Discount burgers: Do coupons help fast-food chains?

In their rush to satisfy profit-hungry stockholders, US restaurant chains are finding themselves in, well, a pickle. With the national economy only slowly beginning to show signs of emerging from deep recession and with unemployment hovering between 10 and 11 percent, such chains are resorting more and more to special promotions to lure customer traffic and boost sales. The practice, long used to promote bath soap and toothpaste, is known as ''couponing.''

Walk into a fast-food or family-style, sit-down chain restaurant these days and you are likely to find any of a variety of deals to tempt your appetite as well as your urge to spend. Some offer a second sandwich at a reduced price, or even free, when the first one is purchased at full price. At one time or another last year, a coupon holder could have received nearly every item on the menu at McDonald's outlets free, including a breakfast entree of scrambled eggs, sausage , hash-brown potatoes, and English muffin.

Other chains offer discounts on beverages, desserts, or take-home cartons of ice cream in exchange for a full-price meal. Still others feature specially priced meals on traditional low-volume days - Monday through Thursday.

Multiply these promotions by the tens of thousands of chain-restaurant outlets across the country and it's not hard to see the effect: increased traffic perhaps, but limited real growth in sales.

No one knows exactly how much couponing is costing the industry, but the amount is sizable - and worrisome. Moreover, it may be years more before some chains feel able to abandon the practice, says analyst William Hale of Technomics Consultants, a Chicago-based marketing and consulting firm,.

Even then, he adds, ''I don't think couponing is ever going to go away completely.''

Food costs account for 40 percent of the average chain's sales dollar, with labor and other expenses making up most of the rest. If a chain offers a 30 percent discount, it can still make money, Mr. Hale claims, ''but you're now starting to give away the margin.''

Paul McDonald, vice-president of corporate development for the Friendly Ice Cream Corporation, which operates restaurants in 16 states, says: ''The climate is such that the percentage of transactions that are done 'on deal' is at an all-time high. The danger today that everybody in the industry talks about is that the consumer gets in his mind certain pricing expectations that are hard to eradicate.''

Mr. McDonald compares the phenomenon to that of the home handyman so accustomed to seeing power saws advertised at discount prices in Sears catalogs that he determines never to buy one at the full price.

''The (chain restaurant) consumer has lost brand loyalty and will go wherever the best deal leads,'' McDonald claims. ''And it's awfully difficult to stand tall and say you're not going to do it (couponing) when every other restaurant on the block is.''

Indeed, some analysts say fast-food operators have become as much a commodity as the beef and chicken they serve. The chains, in an intense battle for business, continue to open new outlets to satisfy stockholders' demands for short-term profits. But they also saturate markets over the long term.

The top 100 chains account for an estimated 40 to 45 percent of all eating-away-from-home sales. Meanwhile, however, as the recession lengthens, discretionary spending continues to contract, so the chains are battling for shares of a shrinking pie.

Some operators distinguish between couponing simply to boost traffic and doing it to introduce a new product - say, a chicken fillet sandwich. The latter practice, they say, is an intelligent marketing tool that may never disappear.

Couponing began in the late 1970s and has grown because most chains were founded by entrepreneurs who knew how to prepare and serve food but not promote their wares, especially in a declining economy. For that expertise, they turned to people skilled in marketing but whose experience was in packaged products - so much so that there is a sizable fraternity of former packaging specialists in the restaurant industry.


Directions for this task
Repeat exactly every line that comes at or after the line containing "This screenshot has height=776, width=1442.", through the end of the entries below.

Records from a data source
-------------------------

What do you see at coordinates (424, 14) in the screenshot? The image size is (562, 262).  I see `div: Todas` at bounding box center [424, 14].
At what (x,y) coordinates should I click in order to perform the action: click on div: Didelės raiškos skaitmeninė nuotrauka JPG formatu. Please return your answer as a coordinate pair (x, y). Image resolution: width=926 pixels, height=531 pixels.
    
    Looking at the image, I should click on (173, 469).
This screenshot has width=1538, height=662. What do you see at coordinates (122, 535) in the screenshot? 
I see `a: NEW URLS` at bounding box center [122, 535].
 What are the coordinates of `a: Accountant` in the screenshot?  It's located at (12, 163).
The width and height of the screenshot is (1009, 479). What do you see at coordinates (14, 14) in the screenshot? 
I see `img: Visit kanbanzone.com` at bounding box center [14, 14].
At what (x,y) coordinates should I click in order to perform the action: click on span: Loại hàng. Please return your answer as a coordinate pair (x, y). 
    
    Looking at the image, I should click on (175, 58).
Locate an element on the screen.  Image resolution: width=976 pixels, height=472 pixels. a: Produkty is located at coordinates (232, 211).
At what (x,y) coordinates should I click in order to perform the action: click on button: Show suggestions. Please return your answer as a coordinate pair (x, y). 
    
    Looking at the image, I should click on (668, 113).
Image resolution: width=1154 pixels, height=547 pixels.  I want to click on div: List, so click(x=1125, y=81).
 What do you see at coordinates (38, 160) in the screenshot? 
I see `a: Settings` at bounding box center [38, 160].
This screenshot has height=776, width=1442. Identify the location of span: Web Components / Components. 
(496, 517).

-------------------------

Exercise answer
This screenshot has height=776, width=1442. Identify the location of span: Web Components / Components. 
(496, 517).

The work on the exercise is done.